This must have struck Peter as very like another passage in the intercourse between him and Jesus. Strange scene! we are back in Galilee; we experience again a night of fruitless toil. This was my place of consecration at the first; and these nets, which I borrow now, were then my own; and it was in the morning that the Lord was standing on the beach, as He did even now.
There is no mere repetition in this story: to a soul in Peter's case the one impossible thing would be that he should ever regain the place from whence he fell. And the Lord was going to convince him, by means of these similar circumstances and the miraculous draught of great fishes, that there was for him, even for him, such a thing as a fresh start; and that he should not mourn because there was "no returning upon his former track." When the boat had been brought to land, the Lord questioned Peter, not saying, "Thou didst deny Me," but "Dost thou love Me?" and finally repeats in his ears the old word with which He moved him to tread the heavenly way at the first—"Follow thou Me."
There were now no boats or nets which Peter could leave for the Lord, but the whole drama of consecration is acted over again. "Follow Me, Peter; what thou hast missed shall yet be given thee; formerly there was a point beyond which thou couldst not follow Me; but now thou shalt tread in My footsteps, even to the cross which thou didst fear at the first, and to the shame from which erewhile thy soul recoiled." "Another shall carry thee whither thou wouldest not: this spake He, signifying by what death he should glorify God."
VI
ADDITION AND MULTIPLICATION
"He that lacketh these things is blind and short-sighted, and hath forgotten that he was purged from his old sins."—2 PETER i. 9.
The chapter from which these verses are taken describes two arithmetical processes, the working out of one of which belongs to us, and of the other to our Father in heaven. The first is an addition sum: "Add to your faith virtue; and to virtue knowledge; and to knowledge temperance; and to temperance patience; and to patience godliness; and to godliness brotherly-kindness; and to brotherly-kindness love." Writing down the figures of the sum, and computing the total, we have it set out fair and clear,—"Ye shall never fall." The other is God's multiplication sum:
"Grace and peace be multiplied to you in the knowledge of God and of Jesus our Lord"; and the result of the working comes out,—"Ye shall be made partakers of the Divine nature, having escaped the corruption that is in the world through lust." I suppose it means that if we are willing to go on at an arithmetical progression, God would work in us at a geometrical one; and so, patiently persisting in holiness, and hungering after righteousness, we shall be in heaven before we know where we are.
But such passages trouble some folk who don't like to think that a Christian has anything to do in the matter of his own salvation; who say "It is finished" over a work that is only begun in them, and "Jesus paid it all," when a voice within is saying, "How much owest thou unto thy Lord?" or, perhaps, if they do not put it quite so strongly as that, they are, to say the least, gravely suspicious of the existence of a creaturely activity in the spiritual life.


**Exercise instructions:** All entries are to be transcribed exactly. Pictures are not part of the copy.

Data tied to figure images:
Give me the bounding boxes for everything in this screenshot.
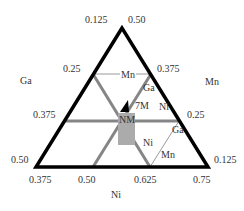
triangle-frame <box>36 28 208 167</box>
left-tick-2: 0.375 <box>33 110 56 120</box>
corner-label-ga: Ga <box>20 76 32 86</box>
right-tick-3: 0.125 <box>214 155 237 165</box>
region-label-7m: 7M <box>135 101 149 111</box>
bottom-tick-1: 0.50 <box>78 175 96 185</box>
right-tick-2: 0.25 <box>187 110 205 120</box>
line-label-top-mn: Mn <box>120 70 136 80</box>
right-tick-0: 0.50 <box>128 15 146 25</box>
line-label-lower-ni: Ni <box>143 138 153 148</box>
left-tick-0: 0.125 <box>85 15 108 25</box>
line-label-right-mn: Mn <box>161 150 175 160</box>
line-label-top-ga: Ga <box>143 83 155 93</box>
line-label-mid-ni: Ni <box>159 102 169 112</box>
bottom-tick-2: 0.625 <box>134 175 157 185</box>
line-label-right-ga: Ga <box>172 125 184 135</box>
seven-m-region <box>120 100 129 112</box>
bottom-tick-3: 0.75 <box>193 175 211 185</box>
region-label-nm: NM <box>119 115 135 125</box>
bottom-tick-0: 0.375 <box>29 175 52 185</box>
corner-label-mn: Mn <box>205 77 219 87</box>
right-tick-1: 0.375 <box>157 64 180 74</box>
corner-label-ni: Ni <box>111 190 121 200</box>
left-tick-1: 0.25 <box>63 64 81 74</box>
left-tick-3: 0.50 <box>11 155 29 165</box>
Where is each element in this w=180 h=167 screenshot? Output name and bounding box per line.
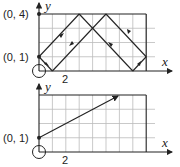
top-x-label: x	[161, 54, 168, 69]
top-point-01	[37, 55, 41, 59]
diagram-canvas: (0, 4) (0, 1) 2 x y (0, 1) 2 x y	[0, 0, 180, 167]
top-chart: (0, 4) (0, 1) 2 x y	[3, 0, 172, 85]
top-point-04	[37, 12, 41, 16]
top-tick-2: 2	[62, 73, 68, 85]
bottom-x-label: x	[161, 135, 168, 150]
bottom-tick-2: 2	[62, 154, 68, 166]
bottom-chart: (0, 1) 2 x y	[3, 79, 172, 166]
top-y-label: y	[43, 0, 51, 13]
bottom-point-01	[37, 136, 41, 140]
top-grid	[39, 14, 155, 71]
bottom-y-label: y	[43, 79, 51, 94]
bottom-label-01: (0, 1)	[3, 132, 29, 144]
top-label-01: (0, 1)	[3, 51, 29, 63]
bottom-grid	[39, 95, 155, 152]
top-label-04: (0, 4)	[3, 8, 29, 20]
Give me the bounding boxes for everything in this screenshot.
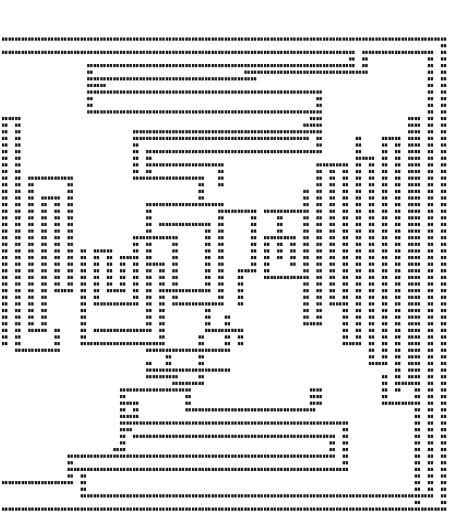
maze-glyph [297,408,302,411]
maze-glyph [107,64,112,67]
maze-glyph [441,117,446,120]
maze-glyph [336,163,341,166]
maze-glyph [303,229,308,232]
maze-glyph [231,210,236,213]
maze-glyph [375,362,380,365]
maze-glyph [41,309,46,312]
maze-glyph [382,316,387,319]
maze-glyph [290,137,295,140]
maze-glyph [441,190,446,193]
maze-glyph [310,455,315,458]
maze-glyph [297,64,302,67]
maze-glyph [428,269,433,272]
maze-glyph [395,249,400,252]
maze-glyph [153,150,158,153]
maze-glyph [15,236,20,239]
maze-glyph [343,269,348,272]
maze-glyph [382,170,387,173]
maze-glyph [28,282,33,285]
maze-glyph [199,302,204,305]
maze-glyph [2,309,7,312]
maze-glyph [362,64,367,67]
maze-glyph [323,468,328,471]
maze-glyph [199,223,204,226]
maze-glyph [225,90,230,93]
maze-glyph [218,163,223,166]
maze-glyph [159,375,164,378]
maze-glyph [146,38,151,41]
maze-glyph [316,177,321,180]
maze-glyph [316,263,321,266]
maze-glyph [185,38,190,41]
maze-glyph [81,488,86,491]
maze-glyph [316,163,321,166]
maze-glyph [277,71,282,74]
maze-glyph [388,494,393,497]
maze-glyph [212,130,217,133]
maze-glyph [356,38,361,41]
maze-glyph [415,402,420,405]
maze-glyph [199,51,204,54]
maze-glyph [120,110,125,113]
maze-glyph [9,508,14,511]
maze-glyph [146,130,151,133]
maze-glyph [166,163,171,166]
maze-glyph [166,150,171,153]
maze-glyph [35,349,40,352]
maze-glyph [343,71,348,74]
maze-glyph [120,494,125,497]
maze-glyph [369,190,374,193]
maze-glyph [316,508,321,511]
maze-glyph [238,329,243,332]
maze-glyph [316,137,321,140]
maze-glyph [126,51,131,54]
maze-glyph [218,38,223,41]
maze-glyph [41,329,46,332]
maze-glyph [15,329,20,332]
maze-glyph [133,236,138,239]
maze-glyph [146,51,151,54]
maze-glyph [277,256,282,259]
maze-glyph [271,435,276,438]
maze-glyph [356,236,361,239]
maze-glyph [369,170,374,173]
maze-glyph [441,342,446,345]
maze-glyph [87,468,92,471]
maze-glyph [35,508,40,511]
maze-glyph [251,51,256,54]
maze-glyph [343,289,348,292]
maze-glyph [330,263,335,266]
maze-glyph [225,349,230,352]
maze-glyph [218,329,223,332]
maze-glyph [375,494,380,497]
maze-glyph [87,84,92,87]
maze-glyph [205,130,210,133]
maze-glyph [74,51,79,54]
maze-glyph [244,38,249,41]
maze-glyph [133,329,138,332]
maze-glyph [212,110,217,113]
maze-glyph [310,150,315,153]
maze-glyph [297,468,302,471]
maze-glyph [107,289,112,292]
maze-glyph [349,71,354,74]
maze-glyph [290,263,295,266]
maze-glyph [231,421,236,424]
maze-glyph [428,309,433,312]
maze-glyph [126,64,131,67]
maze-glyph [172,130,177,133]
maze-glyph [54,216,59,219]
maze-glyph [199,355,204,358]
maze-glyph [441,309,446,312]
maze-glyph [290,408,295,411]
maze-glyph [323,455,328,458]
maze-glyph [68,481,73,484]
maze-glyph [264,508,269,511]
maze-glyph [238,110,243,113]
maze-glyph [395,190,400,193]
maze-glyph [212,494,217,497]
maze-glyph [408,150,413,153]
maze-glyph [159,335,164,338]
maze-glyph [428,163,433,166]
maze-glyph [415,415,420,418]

**Answer space:**
Give me the bounding boxes for everything in this screenshot.
triangle-frame <box>36 28 208 167</box>
left-tick-2: 0.375 <box>33 110 56 120</box>
corner-label-ga: Ga <box>20 76 32 86</box>
right-tick-3: 0.125 <box>214 155 237 165</box>
region-label-7m: 7M <box>135 101 149 111</box>
bottom-tick-1: 0.50 <box>78 175 96 185</box>
right-tick-2: 0.25 <box>187 110 205 120</box>
line-label-top-mn: Mn <box>120 70 136 80</box>
right-tick-0: 0.50 <box>128 15 146 25</box>
line-label-lower-ni: Ni <box>143 138 153 148</box>
left-tick-0: 0.125 <box>85 15 108 25</box>
line-label-right-mn: Mn <box>161 150 175 160</box>
line-label-top-ga: Ga <box>143 83 155 93</box>
line-label-mid-ni: Ni <box>159 102 169 112</box>
bottom-tick-2: 0.625 <box>134 175 157 185</box>
line-label-right-ga: Ga <box>172 125 184 135</box>
seven-m-region <box>120 100 129 112</box>
bottom-tick-3: 0.75 <box>193 175 211 185</box>
region-label-nm: NM <box>119 115 135 125</box>
bottom-tick-0: 0.375 <box>29 175 52 185</box>
corner-label-mn: Mn <box>205 77 219 87</box>
right-tick-1: 0.375 <box>157 64 180 74</box>
corner-label-ni: Ni <box>111 190 121 200</box>
left-tick-1: 0.25 <box>63 64 81 74</box>
left-tick-3: 0.50 <box>11 155 29 165</box>
Where is each element in this w=180 h=167 screenshot? Output name and bounding box per line.
top-x-label: x	[161, 54, 168, 69]
top-point-01	[37, 55, 41, 59]
diagram-canvas: (0, 4) (0, 1) 2 x y (0, 1) 2 x y	[0, 0, 180, 167]
top-chart: (0, 4) (0, 1) 2 x y	[3, 0, 172, 85]
top-point-04	[37, 12, 41, 16]
top-tick-2: 2	[62, 73, 68, 85]
bottom-x-label: x	[161, 135, 168, 150]
bottom-tick-2: 2	[62, 154, 68, 166]
bottom-chart: (0, 1) 2 x y	[3, 79, 172, 166]
top-y-label: y	[43, 0, 51, 13]
bottom-point-01	[37, 136, 41, 140]
top-grid	[39, 14, 155, 71]
bottom-y-label: y	[43, 79, 51, 94]
bottom-label-01: (0, 1)	[3, 132, 29, 144]
top-label-01: (0, 1)	[3, 51, 29, 63]
bottom-grid	[39, 95, 155, 152]
top-label-04: (0, 4)	[3, 8, 29, 20]
Give me the bounding boxes for everything in this screenshot.
maze-glyph [297,408,302,411]
maze-glyph [107,64,112,67]
maze-glyph [441,117,446,120]
maze-glyph [336,163,341,166]
maze-glyph [303,229,308,232]
maze-glyph [231,210,236,213]
maze-glyph [375,362,380,365]
maze-glyph [41,309,46,312]
maze-glyph [382,316,387,319]
maze-glyph [290,137,295,140]
maze-glyph [441,190,446,193]
maze-glyph [310,455,315,458]
maze-glyph [297,64,302,67]
maze-glyph [428,269,433,272]
maze-glyph [395,249,400,252]
maze-glyph [153,150,158,153]
maze-glyph [15,236,20,239]
maze-glyph [343,269,348,272]
maze-glyph [382,170,387,173]
maze-glyph [28,282,33,285]
maze-glyph [199,302,204,305]
maze-glyph [2,309,7,312]
maze-glyph [362,64,367,67]
maze-glyph [323,468,328,471]
maze-glyph [199,223,204,226]
maze-glyph [225,90,230,93]
maze-glyph [218,163,223,166]
maze-glyph [159,375,164,378]
maze-glyph [146,38,151,41]
maze-glyph [316,177,321,180]
maze-glyph [316,263,321,266]
maze-glyph [185,38,190,41]
maze-glyph [81,488,86,491]
maze-glyph [316,163,321,166]
maze-glyph [277,71,282,74]
maze-glyph [388,494,393,497]
maze-glyph [212,130,217,133]
maze-glyph [356,38,361,41]
maze-glyph [415,402,420,405]
maze-glyph [199,51,204,54]
maze-glyph [120,110,125,113]
maze-glyph [9,508,14,511]
maze-glyph [146,130,151,133]
maze-glyph [166,163,171,166]
maze-glyph [166,150,171,153]
maze-glyph [35,349,40,352]
maze-glyph [343,71,348,74]
maze-glyph [120,494,125,497]
maze-glyph [369,190,374,193]
maze-glyph [316,508,321,511]
maze-glyph [238,329,243,332]
maze-glyph [316,137,321,140]
maze-glyph [126,51,131,54]
maze-glyph [218,38,223,41]
maze-glyph [41,329,46,332]
maze-glyph [15,329,20,332]
maze-glyph [133,236,138,239]
maze-glyph [146,51,151,54]
maze-glyph [277,256,282,259]
maze-glyph [271,435,276,438]
maze-glyph [356,236,361,239]
maze-glyph [369,170,374,173]
maze-glyph [441,342,446,345]
maze-glyph [87,468,92,471]
maze-glyph [35,508,40,511]
maze-glyph [251,51,256,54]
maze-glyph [343,289,348,292]
maze-glyph [330,263,335,266]
maze-glyph [225,349,230,352]
maze-glyph [218,329,223,332]
maze-glyph [375,494,380,497]
maze-glyph [87,84,92,87]
maze-glyph [205,130,210,133]
maze-glyph [74,51,79,54]
maze-glyph [244,38,249,41]
maze-glyph [133,329,138,332]
maze-glyph [212,110,217,113]
maze-glyph [310,150,315,153]
maze-glyph [297,468,302,471]
maze-glyph [107,289,112,292]
maze-glyph [349,71,354,74]
maze-glyph [290,263,295,266]
maze-glyph [231,421,236,424]
maze-glyph [428,309,433,312]
maze-glyph [126,64,131,67]
maze-glyph [172,130,177,133]
maze-glyph [54,216,59,219]
maze-glyph [199,355,204,358]
maze-glyph [441,309,446,312]
maze-glyph [290,408,295,411]
maze-glyph [323,455,328,458]
maze-glyph [68,481,73,484]
maze-glyph [264,508,269,511]
maze-glyph [238,110,243,113]
maze-glyph [395,190,400,193]
maze-glyph [212,494,217,497]
maze-glyph [408,150,413,153]
maze-glyph [159,335,164,338]
maze-glyph [428,163,433,166]
maze-glyph [415,415,420,418]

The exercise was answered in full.